The whole of this district, the so-called "King Country," forms a Maori Kingdom in the centre of the North Island, and is, with the exception of some few holdings, in Maori hands. This land was formally assured to Maori chiefs, after one of the wars between English and Maoris, fifty years ago, and though the Maoris rejoice in its possession, they yet make little use of it. English settlers, who would turn it to good account find it difficult to buy; as, even if one Maori is willing to sell, he cannot sell without the consent of all the other Maoris, who, in common with himself, have rights of possession over any particular section.

At Waitomo I found a government hostel, a very imposing two-storied wooden building, lighted by electricity, and with hot and cold water laid on in every bedroom.

I was the only tourist, and when I asked the manager if a guide could show me one of the caves after dinner that evening, he expressed great regret that a party of visitors, whom he expected from Rotorua, had not arrived. However, as I was quite certain that I wished to see the caves, even if unattended, he finally summoned the guide, and sent one of the maids from the hotel with me as chaperone.

It is no light matter to visit these caves. Having found guide and chaperone, the tourist is next expected to hire a suitable outfit, and to don nailed boots of strong leather, also a tunic and baggy knickers made of blue and white striped galatea, and is finally provided with an oil lantern, while the guide carries a lighted candle and a reel of magnesium wire.

The guide proved to be a boy of good education, who had come out from Home in search of adventure, he had worked for a time in a solicitor's office in Wellington, and was doing a little guiding by way of variety.

It was a pitch-black night and we were glad of our lanterns. The entrance to the first cave is a quarter of a mile away from the hotel and is approached by a rough and muddy track. You enter the cave through a rocky archway among the bush. This cave was first shown to white men in 1886, though the Maoris knew of it many years ago and avoided it and all such places as the abodes of evil spirits.

The Waitomo Cave consists of a vast series of limestone caverns, with endless stalactites hanging from the roofs, and pure white columns rising to meet them from the floor. There is very little bare rock, wherever you look are limestone formations, richly covering the surface and assuming beautiful or most fantastic shapes. One great cluster of columns is like the pipes of an organ; in one cavern you have a poulterer's store, with geese and turkeys, heads downwards, hanging from the ceiling; in another is a greengrocer's shop, with great carrots and parsnips of yellow or creamy limestone; on the floor are many beginnings of stalagmites, formed by the overhead drippings, and which the iron in the water has coloured yellow or brown—these are poached eggs or Stewart Island oysters, according to fancy. In one grotto hangs a beautiful white shawl—the Waitomo Blanket—it hangs in graceful folds, and the iron has given it a broad brown border. All these caves are entirely untouched and unspoilt, they have not been in any way altered or improved, not even by the introduction of electric light. As we went slowly through, the guide kept lighting fresh lengths of magnesium wire, which softly and delightfully illuminated each fresh marvel. In one place he made a veritable bonfire of the wire, and displayed a lofty hall, very white and glittering, ornamented with lovely white pendants of all shapes and sizes.

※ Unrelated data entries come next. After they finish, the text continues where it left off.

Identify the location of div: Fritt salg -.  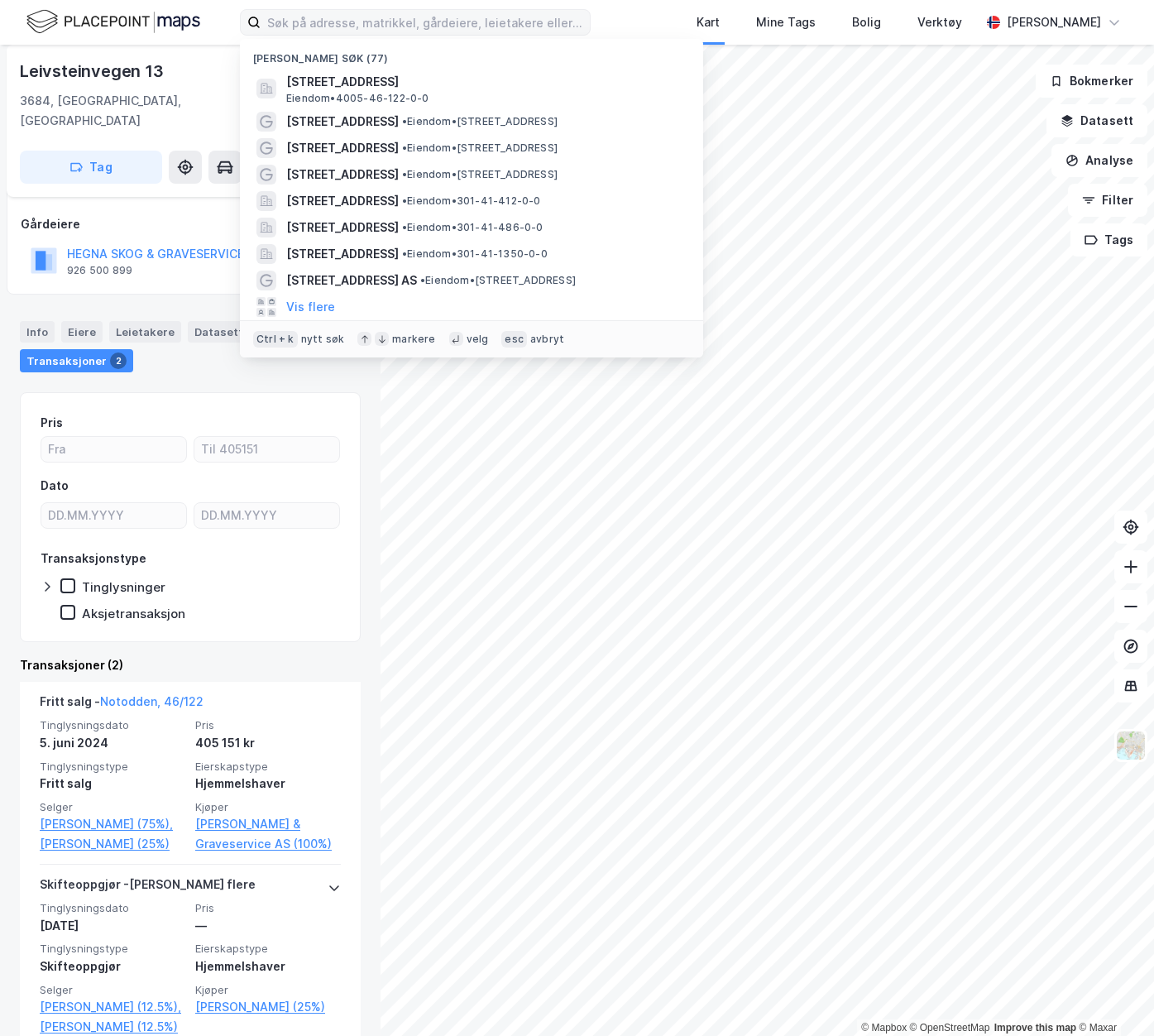
(121, 705).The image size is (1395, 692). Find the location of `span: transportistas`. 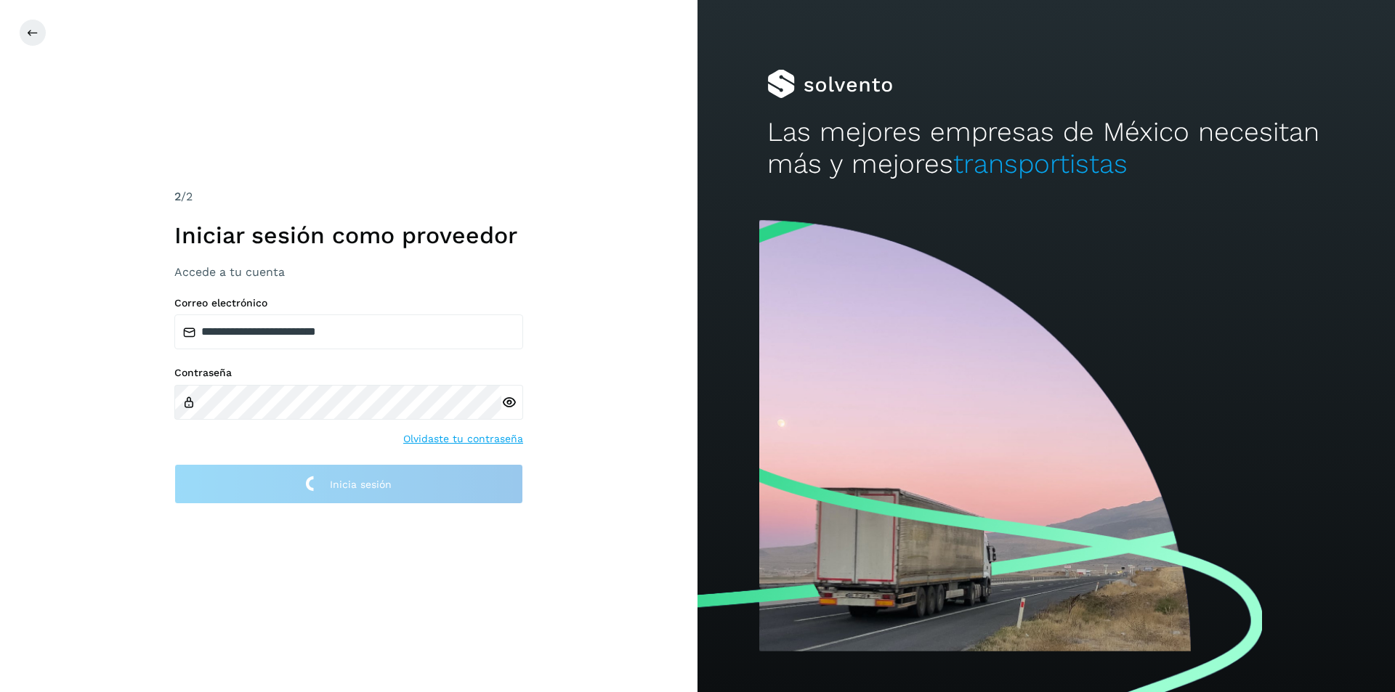

span: transportistas is located at coordinates (1040, 163).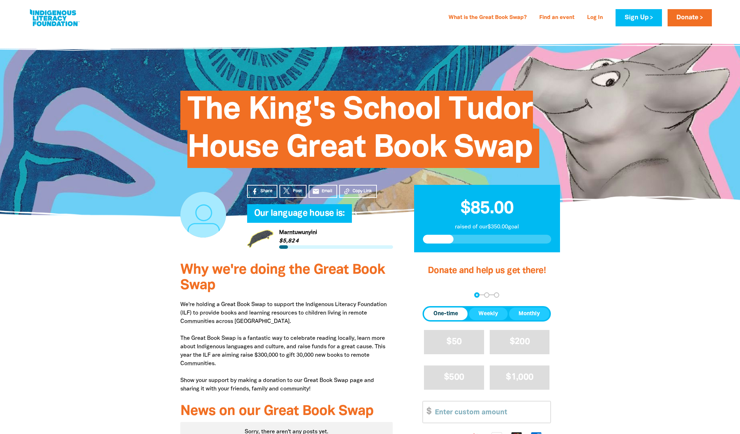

An underground river flows through the caves: when you reach the last cavern, the lights of candle and lantern are extinguished, and in perfect silence and almost total darkness you enter a small boat, which the guide pulls gently along on a wire rope fixed to the wall; then you are told to look up, and there on the roof are myriads of tiny glow-worms, by whose light huge stalactites are visible. The cavern continues for some two hundred yards, with a very uneven roof, all craggy projections of rock and limestone, and in every nook and corner, like stars in the sky, shine glow-worm lamps of varying intensity, giving just light enough to show the outlines of this mysterious place, and in the black water roof and glow-worms are dimly reflected.

Next morning I again put on Government boots and cave dress, and, mounted astride on a good horse, went with the guide and a friend of his—a boy from the Waitomo Store—for a short ride of between two and three miles to see two more caves. Both of these were entered by low openings among the trees of a bush-covered hill.